Any DPB Sanctions can't apply to Domestic Violence
Any DPB Sanctions cannot apply to Domestic Violence Survivors
How many women on the Domestic Purposes Benefit (DPB), who could meet the proposed criteria for sanctions, are survivors of domestic violence, questions the National Council of Women of New Zealand (NCWNZ).
“Recovery from domestic violence does not happen overnight,” says Elizabeth Bang, NCWNZ National President. “These women and their children need time to rebuild themselves as well as their lives, and while employment will eventually play a role in that, you cannot put a timeframe to it. Everyone is different, and everyone responds differently to trauma.”
Women freeing themselves and their children from the aggression of their partners, is only the first stage. As reported in “Protecting Victims, Rebuilding Lives, Sending the Right Message”, a discussion paper written by the Survivors of Domestic Violence:
“Our concern is that too many women and children are suffering further after they leave and the abusive power and control continues.”
Economic pressures are known to have forced women back into their former abusive relationships.

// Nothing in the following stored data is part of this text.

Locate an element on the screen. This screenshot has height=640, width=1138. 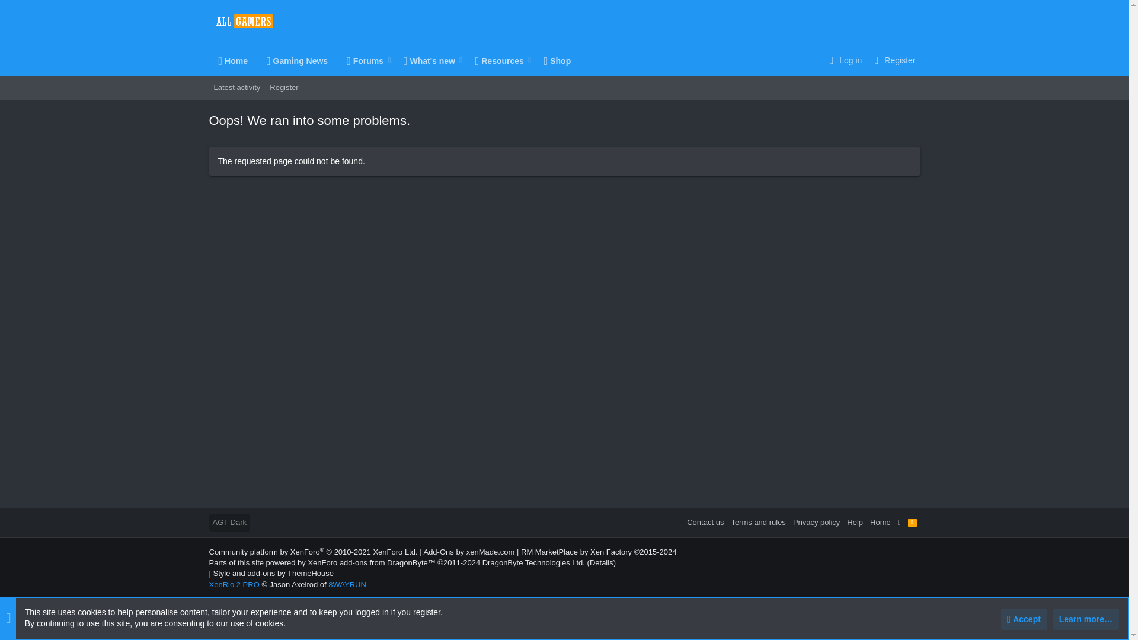
Help is located at coordinates (913, 523).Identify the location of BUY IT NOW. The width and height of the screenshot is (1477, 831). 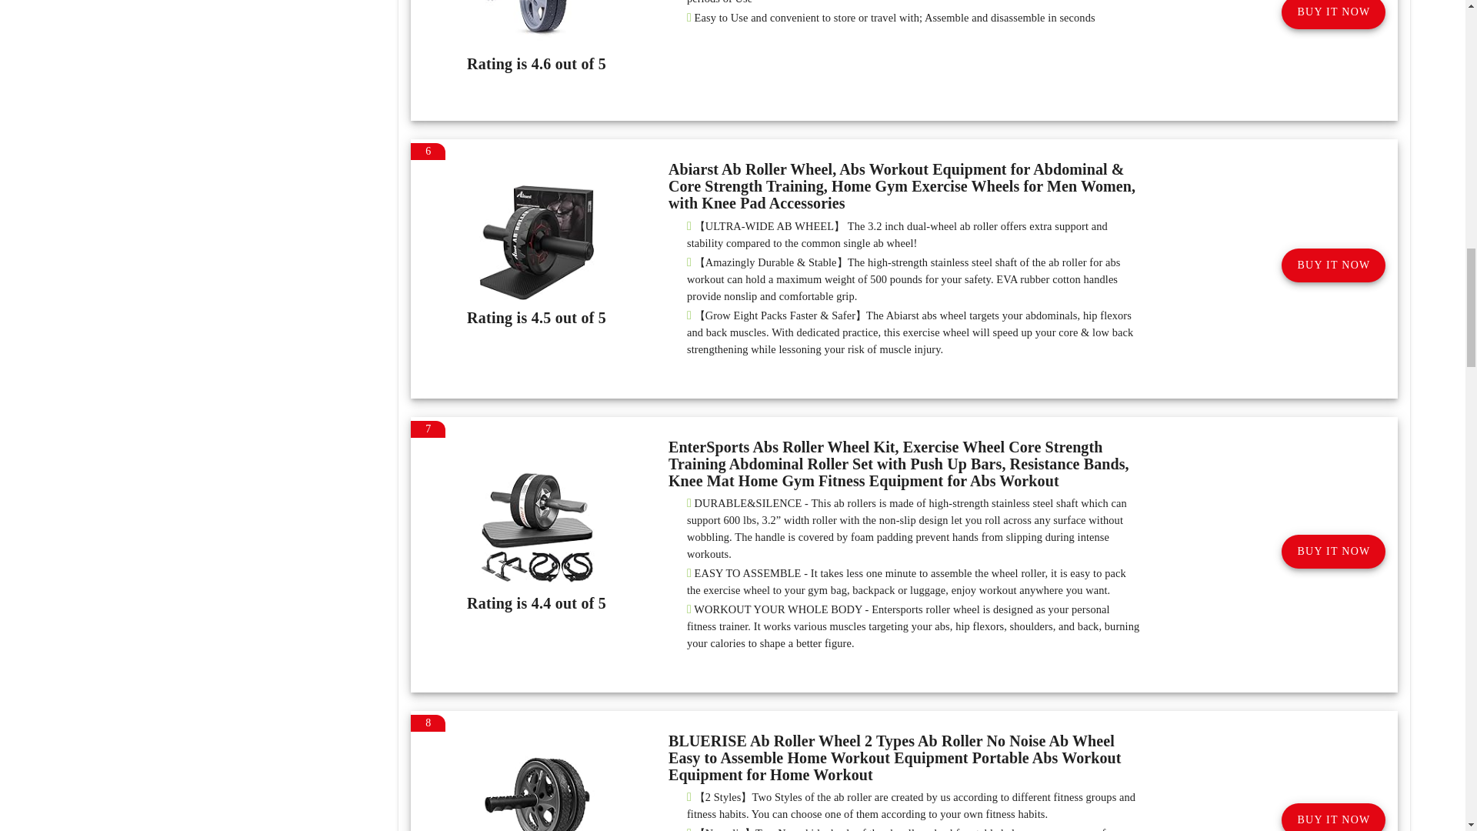
(1333, 551).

“The proposed Social Assistance (Future Focus) Bill could too easily capture these most vulnerable families”, says Elizabeth Bang. “It will require survivors to front up to interviews for jobs that will place their kids in care, and require them to meet a level of engagement that they are not yet fit for.”
Currently, there is little evidence to suggest that Work and Income, or Inland Revenue, recognise when they are dealing with a family that has survived domestic violence. They are not the same as other families that may need financial support as a result of the recession or unplanned pregnancies for example.
NCWNZ questions why there needs be a ‘stand-down’ period for DV survivors applying for the DPB, unemployment, or sickness benefits.
“Women, and indeed men, should have entitlement from the very day they escape,” says Elizabeth Bang. “A stand-down period simply creates extra stress, isolation and vulnerability.”
Of the many amendments needed to the Welfare reforms, the legislative arm of which being the Social Assistance (Future Focus) Bill, Government needs to ensure the following:
That survivors of DV shall not be subject to work requirements until they indicate that they are ready to be assisted into the workforce, survivors and their families shall not be subject to stand-down periods but instead should have entitlements backdated to the day of escape, and Work and Income and Inland Revenue will put in place identifier codes on case files, so they know some history of the families they are administering to.
“The last thing DV survivors need is a ‘kick in the pants’,” concludes Elizabeth Bang.